Right away he felt bad for saying it for he could tell from the way she colored up that he’d embarrassed her.

“No, not at all. I just—”

“He was born right down there in the creek house.”

“Is that where you lived?”

“Yup. Rachel didn’t take to it out here. The winters can get kind of hard if you’re not used to it.”

A shadow passed over the heads of the horses and he looked up at the sky and so did she. It was a pair of golden eagles and he told her how you could know this from their size and the shape and color of their wings. And together, in silence, they watched them soar slowly up the valley until they were lost beneath the massive gray wall of mountain beyond.
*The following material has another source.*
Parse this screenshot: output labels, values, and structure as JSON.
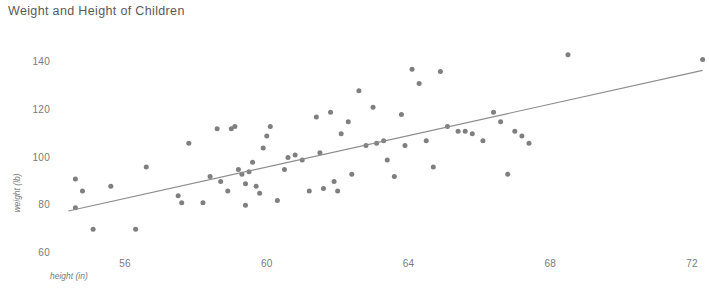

   “Been there yet?” Diane said, as the Albertasaurus watched them go by the museum on their way out of town. Grace said she hadn’t. Diane drove brusquely, handling the car as though it needed to be taught a lesson.

“Joe loves it. The twins prefer Nintendo.”

Grace laughed. She liked Diane. She was sort of spiky but she’d been nice to her right from the start. Well, they all had, but there was something special about the way Diane talked with her, something confiding, almost sisterly. It occurred to Grace that it might be to do with her having only had sons.

“They say dinosaurs used this whole area as a breeding ground,” she went on. “And you know what Grace? They’re still around. You just meet some of the men hereabouts.”

They talked about school and Grace told her how, on the mornings she didn’t have to come in to the clinic, Annie made her do schoolwork. Diane agreed that was tough.

“How does your dad feel about you both being out here?”

“He gets a little lonely.”

“I bet he does.”

“But he’s got some big important case on at the moment so I maybe wouldn’t see too much of him anyway.”

“They’re a real glitzy pair your mom and dad, huh? These big careers and all.”

“Oh, Dad’s not like that.” It came right out and the silence that followed made it sound worse. Grace hadn’t meant to imply any criticism of her mother but she knew from the way Diane looked at her that this was how it had sounded.